The latest interview episode is now available!
March 5, 2017

1.03 – Year One

1.03 – Year One

Year(s) Discussed: 1789

Washington’s inauguration, while starting up the wheels of the executive branch, leaves many questions to be answered by the first chief executive and the new government. What titles will be used to address the president? How will he make himself available to the public and to the other branches of government? What does seeking “the Advice and Consent of the Senate” really mean anyway? So much of what we take for granted with the presidency nowadays is established in Washington’s first few months on the job, and these precedents that he established in the early part of his administration are the focus of this episode.

  • Bartoloni-Tuazon, Kathleen.
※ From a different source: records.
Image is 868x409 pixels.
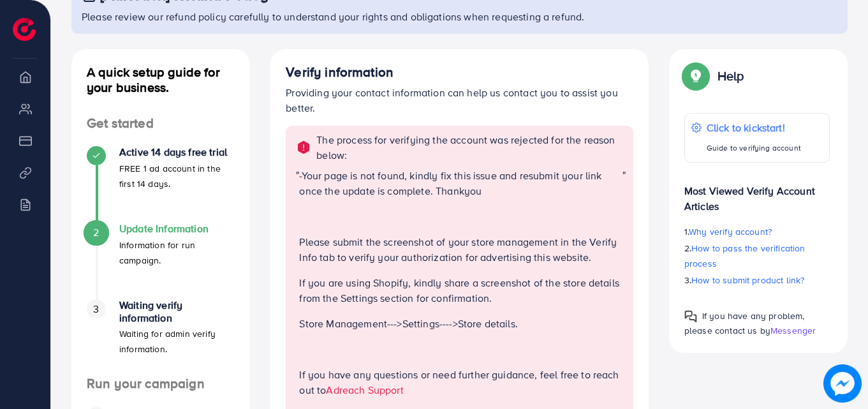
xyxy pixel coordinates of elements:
p: Please submit the screenshot of your store management in the Verify Info tab to verify your autho... [299,234,622,265]
p: If you are using Shopify, kindly share a screenshot of the store details from the Settings sectio... [299,275,622,306]
h4: Update Information [119,222,235,235]
p: 3. [684,272,830,288]
li: Active 14 days free trial [72,146,250,222]
li: Update Information [72,222,250,299]
img: image [823,365,862,403]
p: Most Viewed Verify Account Articles [684,173,830,214]
p: If you have any questions or need further guidance, feel free to reach out to [299,367,622,397]
h4: Active 14 days free trial [119,146,235,158]
p: 1. [684,224,830,240]
p: Guide to verifying account [707,140,801,155]
p: Waiting for admin verify information. [119,326,235,357]
h4: Waiting verify information [119,299,235,324]
span: " [622,168,625,407]
p: Store Management--->Settings---->Store details. [299,316,622,331]
a: Adreach Support [326,383,403,397]
h4: A quick setup guide for your business. [72,65,250,95]
span: Messenger [771,324,816,337]
p: FREE 1 ad account in the first 14 days. [119,161,235,191]
p: Help [717,68,744,84]
li: Waiting verify information [72,299,250,376]
span: 3 [93,302,99,317]
span: 2 [93,226,99,240]
p: Information for run campaign. [119,237,235,268]
img: logo [12,18,36,41]
img: Popup guide [684,65,707,87]
p: 2. [684,240,830,271]
span: How to submit product link? [691,274,804,286]
p: Providing your contact information can help us contact you to assist you better. [285,85,633,116]
span: How to pass the verification process [684,242,806,270]
h4: Run your campaign [72,376,250,392]
h4: Verify information [285,65,633,80]
p: -Your page is not found, kindly fix this issue and resubmit your link once the update is complete... [299,168,622,198]
span: " [296,168,299,407]
span: Why verify account? [689,226,771,238]
img: alert [296,140,311,155]
img: Popup guide [684,310,697,323]
p: The process for verifying the account was rejected for the reason below: [317,132,625,162]
span: If you have any problem, please contact us by [684,310,805,337]
p: Click to kickstart! [707,120,801,135]
p: Please review our refund policy carefully to understand your rights and obligations when requesti... [82,9,840,24]
h4: Get started [72,116,250,131]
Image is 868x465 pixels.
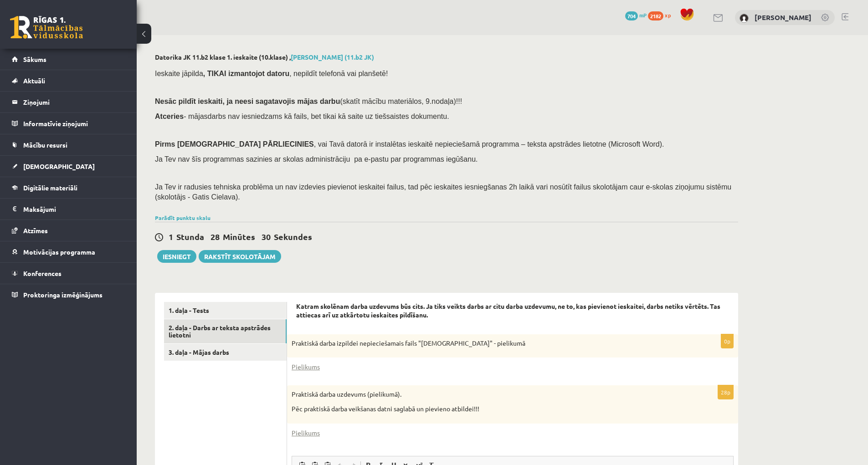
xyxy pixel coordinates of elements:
[23,92,125,113] legend: Ziņojumi
[721,334,734,349] p: 0p
[12,156,125,177] a: [DEMOGRAPHIC_DATA]
[176,232,204,242] span: Stunda
[155,113,449,120] span: - mājasdarbs nav iesniedzams kā fails, bet tikai kā saite uz tiešsaistes dokumentu.
[198,250,281,263] a: Rakstīt skolotājam
[12,92,125,113] a: Ziņojumi
[23,248,95,256] span: Motivācijas programma
[223,232,255,242] span: Minūtes
[12,49,125,70] a: Sākums
[292,428,319,438] a: Pielikums
[292,339,688,348] p: Praktiskā darba izpildei nepieciešamais fails "[DEMOGRAPHIC_DATA]" - pielikumā
[291,53,374,61] a: [PERSON_NAME] (11.b2 JK)
[12,284,125,306] a: Proktoringa izmēģinājums
[648,11,663,20] span: 2182
[314,141,664,148] span: , vai Tavā datorā ir instalētas ieskaitē nepieciešamā programma – teksta apstrādes lietotne (Micr...
[23,291,102,299] span: Proktoringa izmēģinājums
[12,220,125,241] a: Atzīmes
[164,344,287,361] a: 3. daļa - Mājas darbs
[292,362,319,372] a: Pielikums
[292,404,688,413] p: Pēc praktiskā darba veikšanas datni saglabā un pievieno atbildei!!!
[12,70,125,91] a: Aktuāli
[12,198,125,219] a: Maksājumi
[340,97,462,105] span: (skatīt mācību materiālos, 9.nodaļa)!!!
[12,134,125,155] a: Mācību resursi
[23,198,125,219] legend: Maksājumi
[23,226,48,235] span: Atzīmes
[203,70,290,77] b: , TIKAI izmantojot datoru
[155,113,184,120] b: Atceries
[648,11,675,19] a: 2182 xp
[292,390,688,399] p: Praktiskā darba uzdevums (pielikumā).
[155,70,388,77] span: Ieskaite jāpilda , nepildīt telefonā vai planšetē!
[625,11,638,20] span: 704
[23,141,68,149] span: Mācību resursi
[296,302,720,320] strong: Katram skolēnam darba uzdevums būs cits. Ja tiks veikts darbs ar citu darba uzdevumu, ne to, kas ...
[23,184,77,192] span: Digitālie materiāli
[164,302,287,319] a: 1. daļa - Tests
[155,214,210,221] a: Parādīt punktu skalu
[23,113,125,134] legend: Informatīvie ziņojumi
[23,269,61,278] span: Konferences
[12,263,125,284] a: Konferences
[12,113,125,134] a: Informatīvie ziņojumi
[739,14,748,23] img: Armands Levandovskis
[155,54,738,61] h2: Datorika JK 11.b2 klase 1. ieskaite (10.klase) ,
[155,97,340,105] span: Nesāc pildīt ieskaiti, ja neesi sagatavojis mājas darbu
[12,242,125,262] a: Motivācijas programma
[755,13,812,22] a: [PERSON_NAME]
[210,232,219,242] span: 28
[274,232,312,242] span: Sekundes
[665,11,671,19] span: xp
[164,320,287,344] a: 2. daļa - Darbs ar teksta apstrādes lietotni
[155,183,732,201] span: Ja Tev ir radusies tehniska problēma un nav izdevies pievienot ieskaitei failus, tad pēc ieskaite...
[23,55,47,63] span: Sākums
[168,232,173,242] span: 1
[625,11,647,19] a: 704 mP
[262,232,271,242] span: 30
[639,11,647,19] span: mP
[718,385,734,400] p: 28p
[10,16,83,39] a: Rīgas 1. Tālmācības vidusskola
[12,178,125,198] a: Digitālie materiāli
[155,155,478,163] span: Ja Tev nav šīs programmas sazinies ar skolas administrāciju pa e-pastu par programmas iegūšanu.
[155,141,314,148] span: Pirms [DEMOGRAPHIC_DATA] PĀRLIECINIES
[23,77,45,85] span: Aktuāli
[157,250,196,263] button: Iesniegt
[23,162,95,171] span: [DEMOGRAPHIC_DATA]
For Fear of an Elective King: George Washington and the Presidential Title Controversy of 1789. Ithaca, NY and London: Cornell University Press, 2014.
  • Chernow, Ron. Washington: A Life. New York: Penguin Press, 2010.
  • Hall, Kermit L, etc, eds. The Oxford Companion to the Supreme Court of the United States. New York and Oxford: Oxford University Press, 1992.
  • Ketcham, Ralph. James Madison: A Biography. Charlottesville, VA and London: University Press of Virginia, 1994 [1971].
  • McCullough, David. John Adams. New York: Simon and Schuster, 2001.
  • McDonald, Forrest. The Presidency of George Washington. Lawrence, KS; Manhattan, KS; and Wichita, KS: The University Press of Kansas, 1974 [1974].
  • McGuiness, Colleen, ed. American Leaders 1789-1994: A Biographical Summary. Washington, DC: Congressional Quarterly, 1994.
  • Unger, Harlow Giles. “Mr. President”: George Washington and the Making of the Nation’s Highest Office. Boston, MA: Da Capo Press, 2013.
  • Washington, George. “To Richard Conway, 6 March 1789,” Founders Online, National Archives, last modified December 28, 2016, http://founders.archives.gov/documents/Washington/05-01-02-0279. [Original source: The Papers of George Washington, Presidential Series, vol. 1, 24 September 1788 – 31 March 1789, ed. Dorothy Twohig. Charlottesville: University Press of Virginia, 1987, pp. 368–369.] Last Accessed: 28 Jan 2017.
  • Washington, George. “Inaugural Address,” April 30, 1789. Online by Gerhard Peters and John T. Woolley, The American Presidency Project. http://www.presidency.ucsb.edu/ws/?pid=25800. Last Accessed: 25 Jan 2017.
  • Washington, George. “To David Stuart, 26 July 1789.” Founders Online, National Archives, last modified December 28, 2016, http://founders.archives.gov/documents/Washington/05-03-02-0180. [Original source: The Papers of George Washington, Presidential Series, vol. 3, 15 June 1789–5 September 1789, ed. Dorothy Twohig. Charlottesville: University Press of Virginia, 1989, pp. 321–327.] Last Accessed: 28 Jan 2017.
  • Washington, George. “To James Craik, 8 September 1789,” Founders Online, National Archives, last modified December 28, 2016, http://founders.archives.gov/documents/Washington/05-04-02-0001. [Original source: The Papers of George Washington, Presidential Series, vol. 4, 8 September 1789 – 15 January 1790, ed. Dorothy Twohig. Charlottesville: University Press of Virginia, 1993, pp. 1–2.] Last Accessed: 28 Jan 2017.
  • Whichard, Willis P. Justice James Iredell. Durham, NC: Carolina Academic Press, 2000.
  • White, Leonard D. The Federalists: A Study in Administrative History. New York: Macmillan Co, 1948.